Up until March of this year [2015] this beautiful hackamore was just another piece in my Braidwork collection, albeit an important milestone and a personal favorite. It had been built ten years ago at a time when my skills were bounding upwards. The piece was famous for its use of Hill Tribes Silver beads, for its color scheme, for its perfected 4-bight bosal, and for its mecate, one of those best-I-could-do-at-the-time marvels. It had been built off of, surprise, the Peter Stone Co. ISH, Fancy, as seen here -- a rare case of me keeping the factory name. I just loved her. She had such big soulful eyes, and I seem to have a soft spot for leopard appaloosas.
This is a picture of my Braidwork Case (originally a spoon display case). Fancy's Hack is circled in blue. The case is arranged chronologically, so the earliest pieces are at the upper left. The most recent piece is thus at the lowest left; this picture was taken in 2005.
This display case contains a condensed record of all my great braidwork pieces: everything I've kept for my own collection since 1984, the date of the earliest piece. It is a miniature museum in and of itself. BreyerFest goers may recognize it.
Fancy's Hackamore was one of its jewels. I frequently took Fancy's out and used it on trips and canoe rides. Up to the creation of Rinker's Hackamore (2012), it was my best bosal hack. The colors looked good on everyone, it was easy to fit and adjust, and I just plain loved it.
When Fancy's was discovered lost, I rounded up every picture I could find of it. (I believe this is normal grief behaviour.) Great thanks must go to Jennifer Buxton of Braymere's Blog, because she had shot the only good close-ups, during a visit.
So, how did it happen?
The evidence points to a two-stage accident.
The first part I can recall well enough. We were canoeing down in Florida over Spring Break, March 2015. It is my normal habit to take a horse, and some tack, on a day's run. Aha! you say, Surely I knew better than that?! But. I've always taken horses on trips, even back to childhood. Since the canoe joined our lives (2008) the only problem was how to find a reasonably protected way to carrry them along, and I found it in the pony pocket. Of course they come with me. Here's Rinker on the Sarum in North Carolina:
I can remember stripping it hastily off his head, standing by the open car door. I can even remember thinking, I rarely put tack in that,... ! But what 'that' was, I cannot remember. I do not recall where I stowed or stuffed or hastily threw that last precious handful, before we barreled down the bank and shoved off on our last, lovely, most thoroughly enjoyed canoe ride of the week. It was a marvelous run, the end to a marvelous week, and all was well...
Until we arrived home, 3 days later.
Believe me, I have searched everywhere.
I may have simply dropped it in the car. If so, the second stage of the accident was that it must have fallen out of the car. Somewhere between Parker Place on the New and my driveway!! It could have been anywhere... any gas station, any hotel parking lot... from Florida to Pennsylvania.
If it fell from the car at the launch, I have an exact reading:
29 degrees 57.663
84 degrees 43.210
This is Parker Place landing, the one with the artesian well, on the west bank of the New River, northeast of Appalachicola, Florida. In my dreams someone goes there and looks in the dust, paws through the grass, and examines crows' nests and raccoon burrows, or perhaps squirrels' holes. In another dream, some kid recognizes what it is, picks it up and keeps it. In real life, ... what are the chances,... a piece of funny-looking jewelry, a gas station parking lot, a dusty country road? Across seven states?
The lesson, contrary to all sense, is that if Rinker had worn his tack, in all probability it wouldn't have been lost at all.
Two other copies of this hackamore were made in 2005, according to my records. Sometimes we do make 2 or 3 of an intended sales piece. Those two were sold to J. Wagner and D. Curtis.
I took several pictures of Fancy's Hackamore in 2012, when I got my Munday saddle. These really are the only close-ups I ever took in those 10 years.
There are two extenuating circumstances in the case of Fancy's Hackamore: two facts that are different from most other cases of lost tack. The first is that we know beyond a shadow of a doubt that it was not stolen. I have nobody to blame but myself. Call it old age, slippery memory, distraction on a grand scale; at least it wasn't theft, and it wasn't trashed (at least not directly).
The second circumstance, of course, is that the artist is still alive. In theory at least, the piece can be replaced. We have all the ingredients.
When I finally faced, on March 17, that I had lost my own favorite hackamore through carelessness, an idea was born. I would replace it,... but I would share every step. Each part of the new hackamore would be blogged about, in as much detail as I could manage. Call it a punishment, if you will: the price to pay for my idiocy. Other factors operating during canoe trips have thrown my carelessness into strong focus. A penance with my heart in it would be just the right ticket.
I don't know when I'll manage all of it, but hackamore lessons are in the offing!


[What the task asks]
Reproduce exactly, and only, the lines below from the one containing "At what (x,y)" through the one containing "Locate an element on the screen.".

[Given data]

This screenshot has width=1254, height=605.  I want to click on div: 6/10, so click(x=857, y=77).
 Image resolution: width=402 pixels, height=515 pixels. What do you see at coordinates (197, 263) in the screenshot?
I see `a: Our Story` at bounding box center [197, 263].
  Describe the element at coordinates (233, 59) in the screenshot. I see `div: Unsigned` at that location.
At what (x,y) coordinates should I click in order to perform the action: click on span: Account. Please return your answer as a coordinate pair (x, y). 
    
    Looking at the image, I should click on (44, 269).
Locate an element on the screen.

---

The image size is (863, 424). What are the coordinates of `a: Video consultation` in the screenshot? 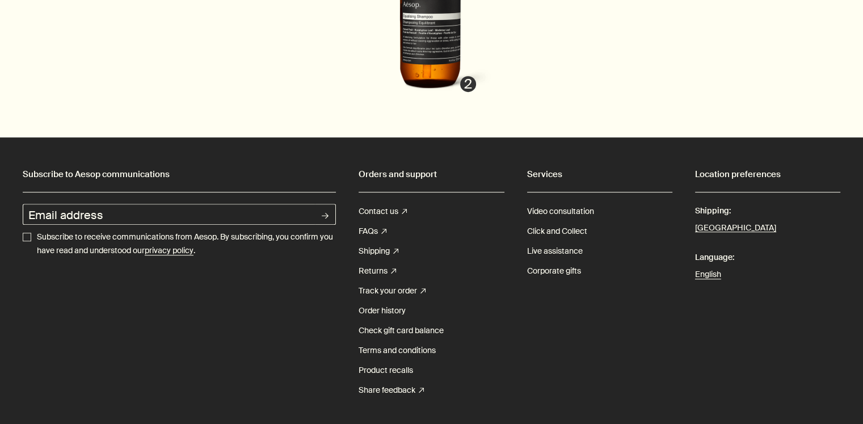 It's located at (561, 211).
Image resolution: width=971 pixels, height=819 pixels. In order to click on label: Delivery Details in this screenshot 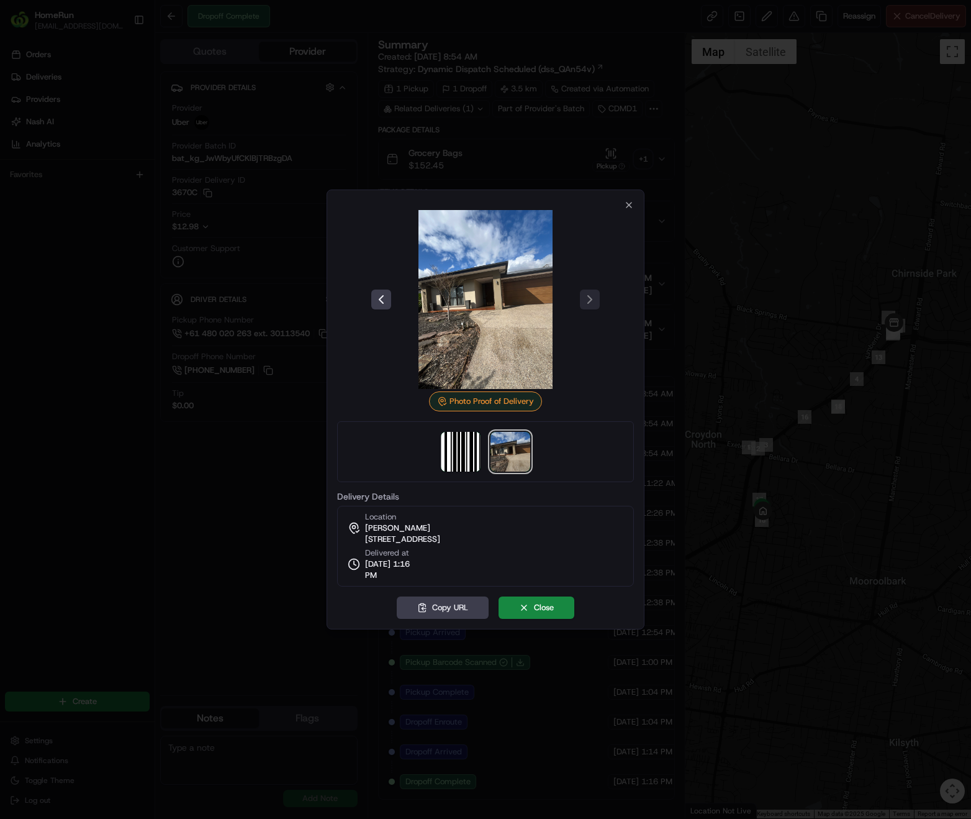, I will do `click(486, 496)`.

* * *

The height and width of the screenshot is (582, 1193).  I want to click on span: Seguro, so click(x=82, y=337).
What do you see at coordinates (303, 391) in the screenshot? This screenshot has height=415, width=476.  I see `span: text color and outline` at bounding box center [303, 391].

[Written answer]
At what (x,y) coordinates should I click in order to perform the action: click on span: Account. Please return your answer as a coordinate pair (x, y). 
    
    Looking at the image, I should click on (44, 269).
Locate an element on the screen.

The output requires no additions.